Current projects in the lab examine how individuals process positive and negative self-relevant information and forge memories in more typical situations, as well as when individuals find themselves in more self-threatening situations. For instance, in more typical situations, or situations that prime positive self-expectations (e.g., high self-esteem individuals being evaluated by novel others), we’ve found that individuals maintain more positive self-esteem by implementing semantic-based neural mechanisms that bias how they encode both negative and positive social feedback (Rachel, elaborate on this to include Jordan’s stuff if you like).
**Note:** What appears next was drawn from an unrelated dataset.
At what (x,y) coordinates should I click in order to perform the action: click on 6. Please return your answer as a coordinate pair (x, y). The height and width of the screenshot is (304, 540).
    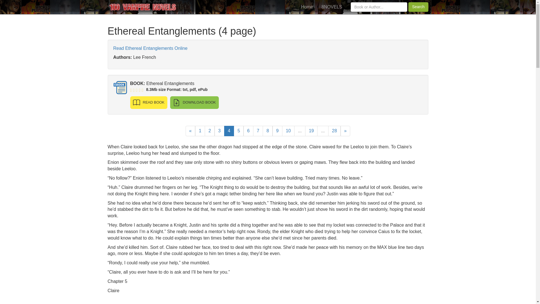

Another line of work examines how priming negative group expectations, or stereotypes, reverses these processes and adversely affects stigmatized individuals in our society, e.g. minorities and women, to ironically engender situations where these individuals inadvertently reinforce the stereotype. Currently we are developing an NSF funded model of academic disidentification (NSF award#1329281) that provides a mechanistic account for why women and minorities are more likely to leave stigmatized domains. Through this research we have learned that stereotype threatening contexts bias stigmatized individuals’ attentional and memory resources towards negative, stereotype confirming feedback (Forbes, Schmader, & Allen, 2008; Forbes & Leitner, 2014). In essence, negative, stereotype confirming evidence appears to receive privileged access and is treated like any other basic biological threat or stressor in the brain. These biases in turn have direct downstream consequences on stigmatized individuals: Even when stigmatized individuals solve comparable amounts of problems correctly, the attentional and encoding bias exhibited towards negative feedback is cognitively taxing in and of itself. This facilitates underperformance on difficult problems, feelings of anxiety after the test, and decreased STEM self-enhancement and valuing. These encoding biases may ultimately lay the foundation for aversive forces that push these individuals out of stigmatized domains at disproportionate levels. Our lab is following up on this work by tracking male and female STEM majors over the course of their first year in college at UD and examining whether there is a relationship between women’s encoding of negative, stereotype confirming evidence, the development of learned STEM aversions and whether they choose to remain in their respective STEM major. In another NSF funded project (NSF award#1535414) we are utilizing both college and high school students to examine how threat-based biases in information processing among specific individuals can, in turn, undermine perceptions and performance among similar others in applied group problem solving contexts.